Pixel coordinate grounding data

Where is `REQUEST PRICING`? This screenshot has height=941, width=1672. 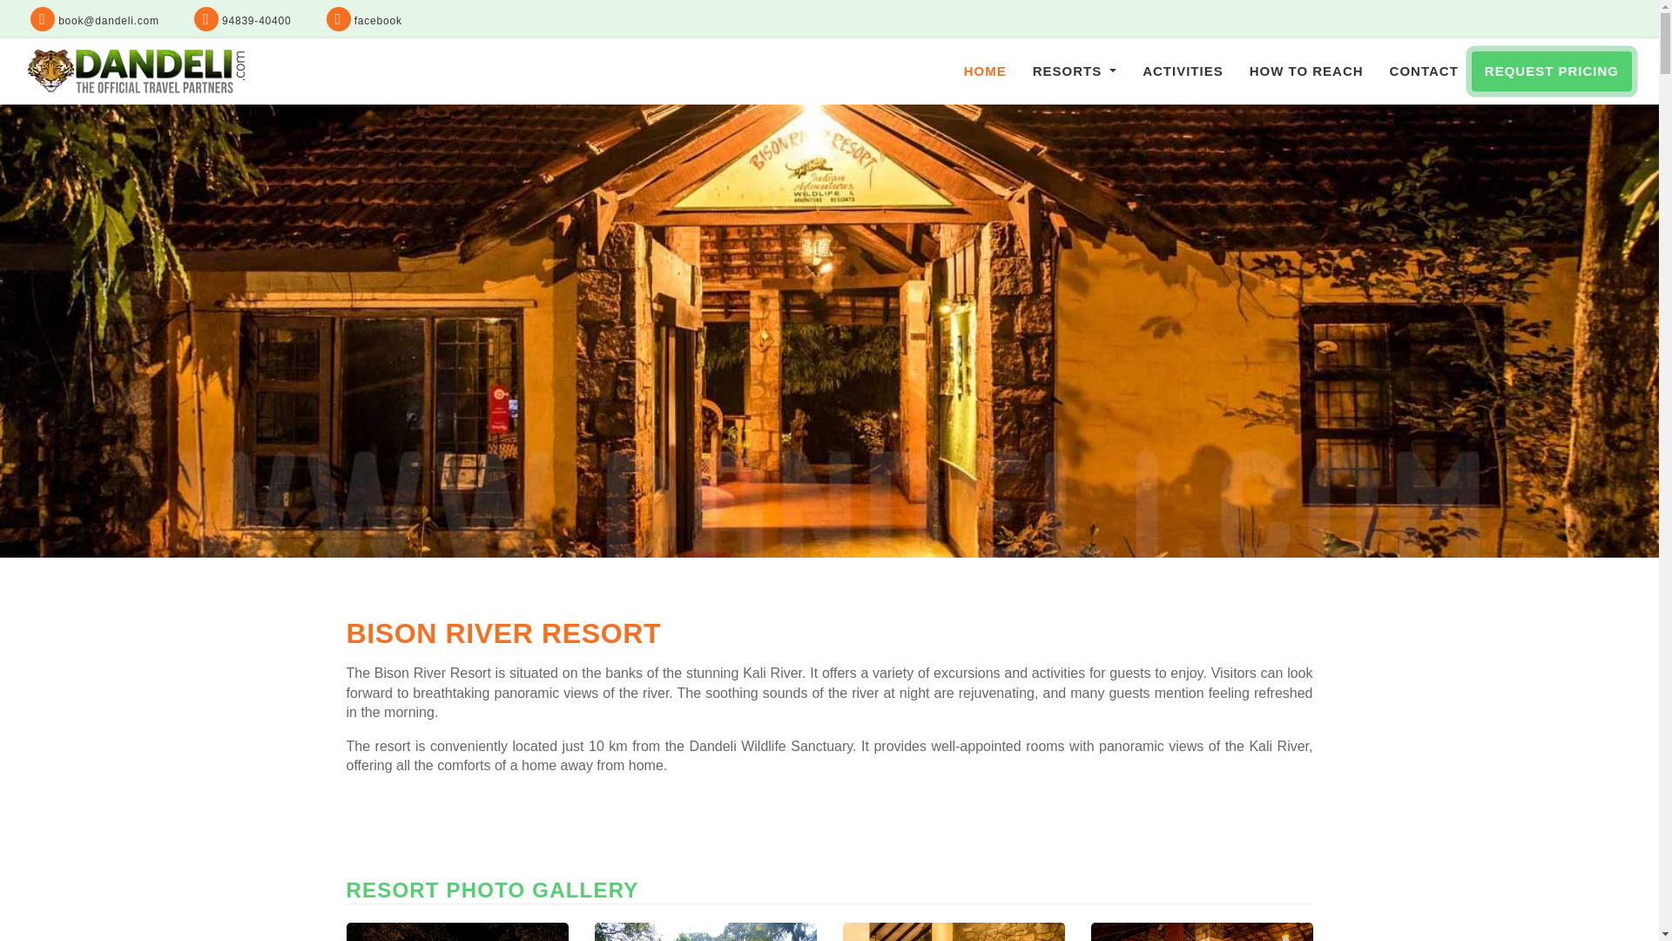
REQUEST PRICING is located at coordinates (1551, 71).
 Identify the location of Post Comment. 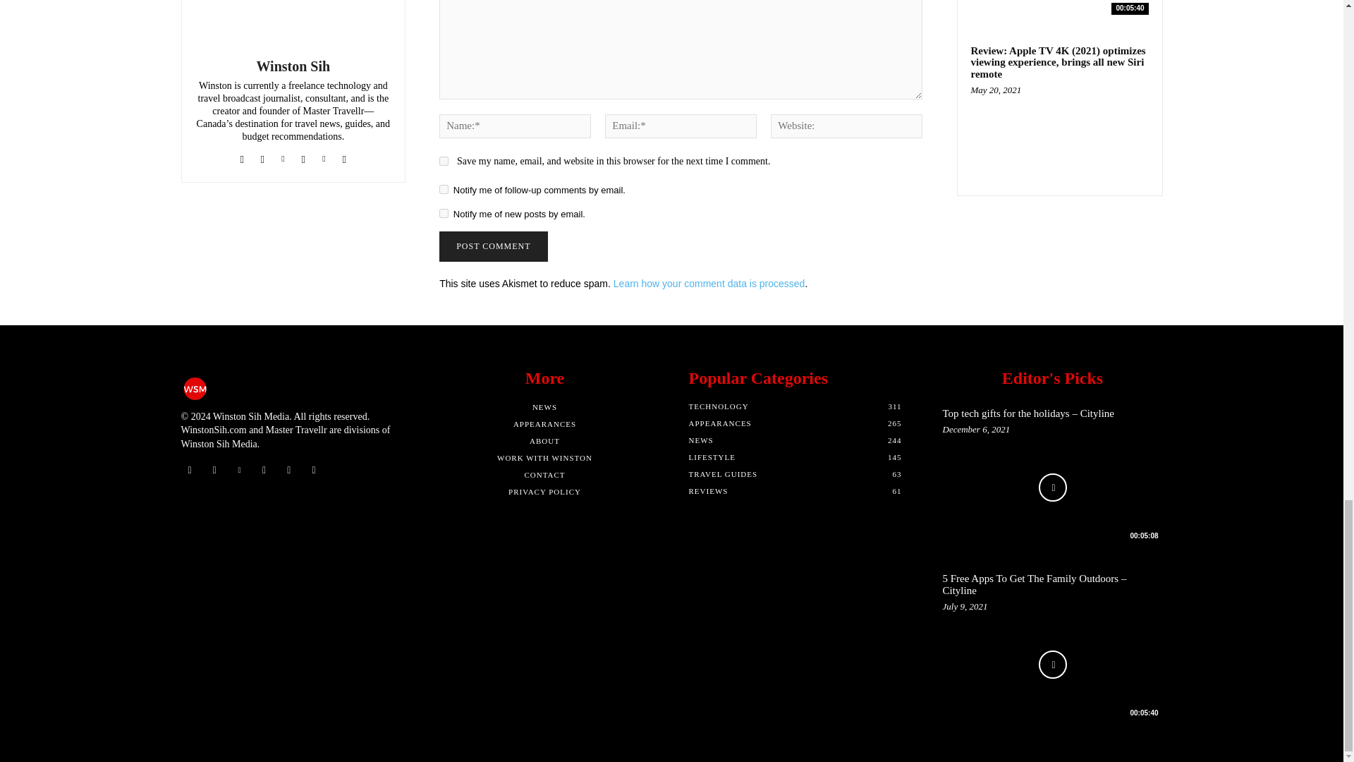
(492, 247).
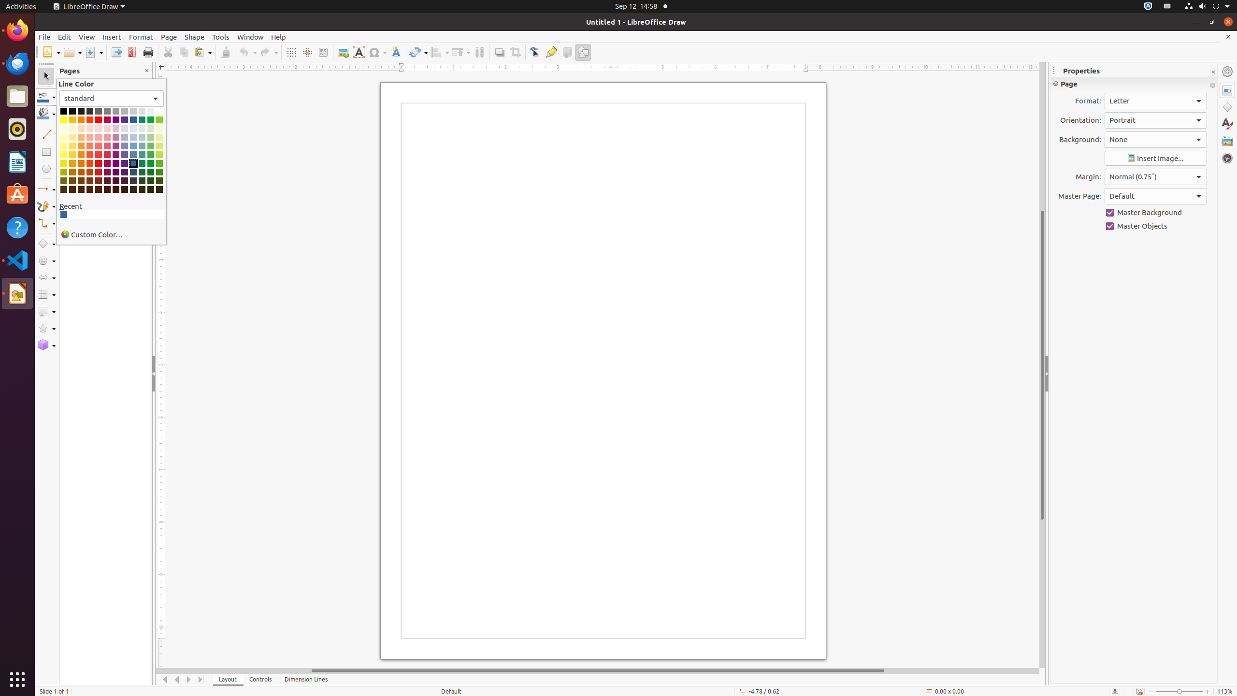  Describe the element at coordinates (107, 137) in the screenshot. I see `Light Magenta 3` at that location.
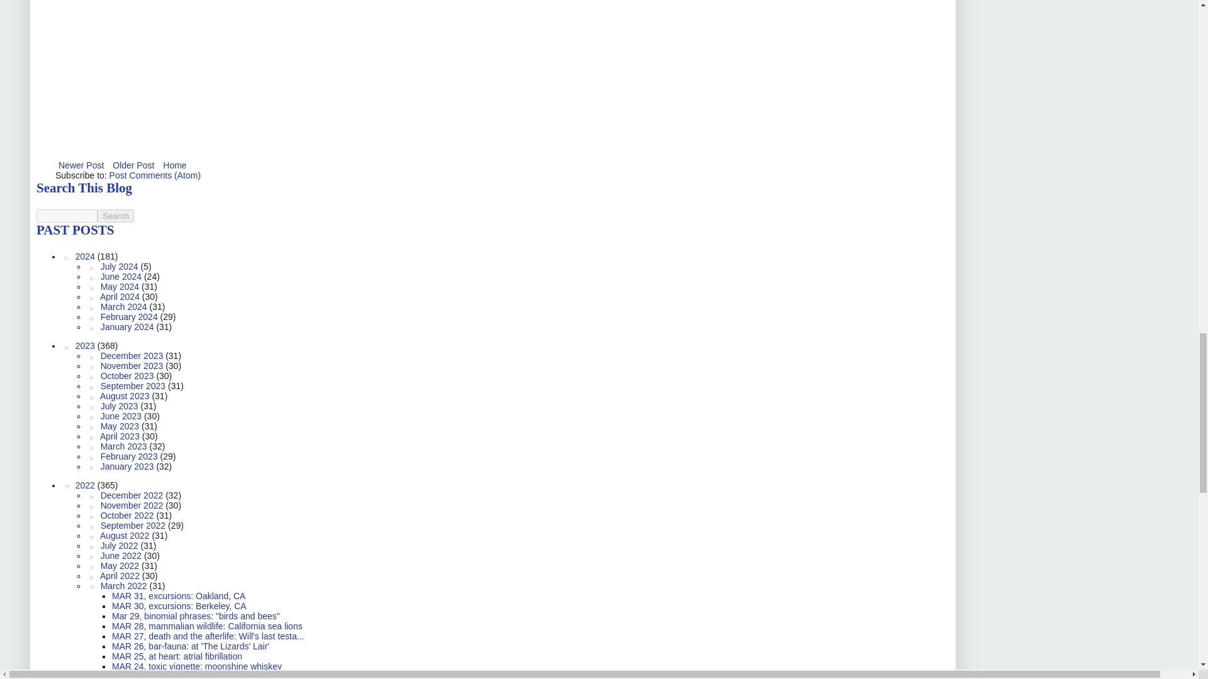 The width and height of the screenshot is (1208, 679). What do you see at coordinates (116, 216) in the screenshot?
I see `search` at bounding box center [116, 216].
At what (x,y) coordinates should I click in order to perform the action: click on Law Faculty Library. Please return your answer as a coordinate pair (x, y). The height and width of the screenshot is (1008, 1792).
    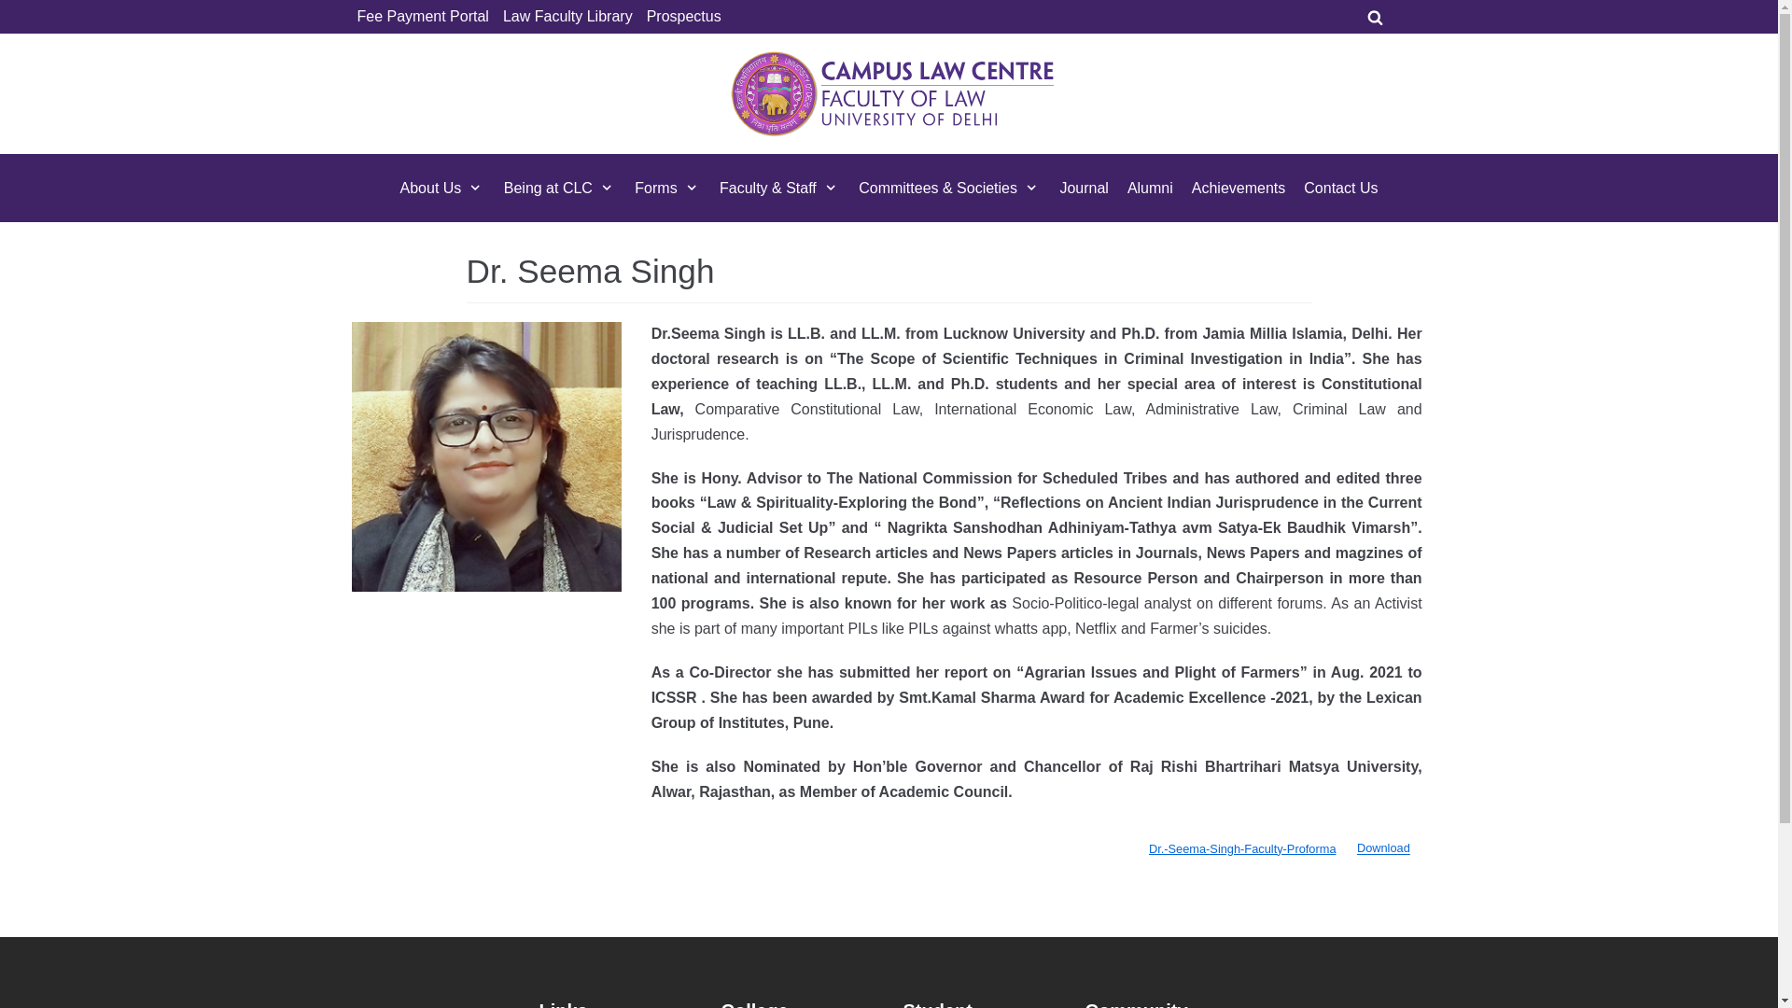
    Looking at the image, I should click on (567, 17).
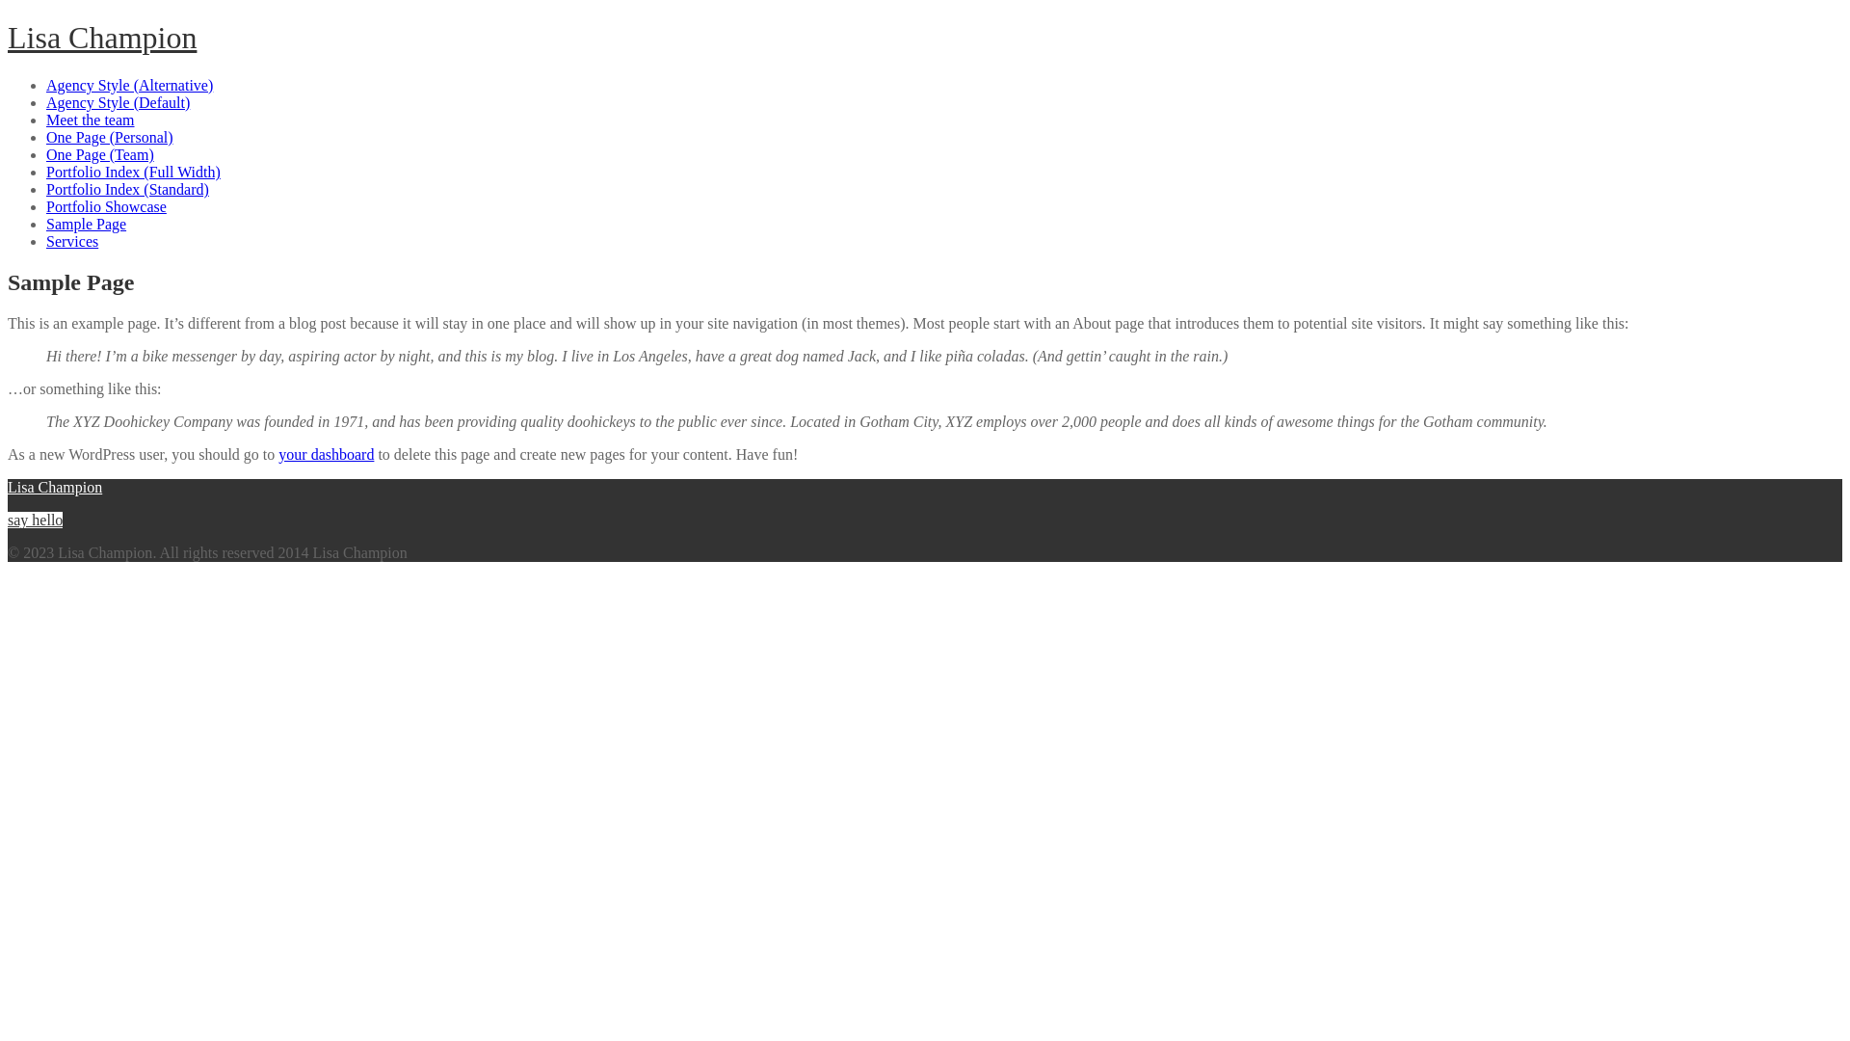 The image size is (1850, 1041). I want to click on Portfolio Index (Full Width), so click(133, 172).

> Activity
The answer must reproduce every line of the records above exactly, with all pictures left out.

> Reply
Where is `REQUEST PRICING`? This screenshot has height=941, width=1672. 
REQUEST PRICING is located at coordinates (1551, 71).
 Identify the location of Post Comment. 
(492, 247).
  Describe the element at coordinates (107, 137) in the screenshot. I see `Light Magenta 3` at that location.
 The width and height of the screenshot is (1208, 679). What do you see at coordinates (116, 216) in the screenshot?
I see `search` at bounding box center [116, 216].
At what (x,y) coordinates should I click in order to perform the action: click on Law Faculty Library. Please return your answer as a coordinate pair (x, y). The height and width of the screenshot is (1008, 1792).
    Looking at the image, I should click on (567, 17).
 The image size is (1850, 1041). I want to click on Portfolio Index (Full Width), so click(133, 172).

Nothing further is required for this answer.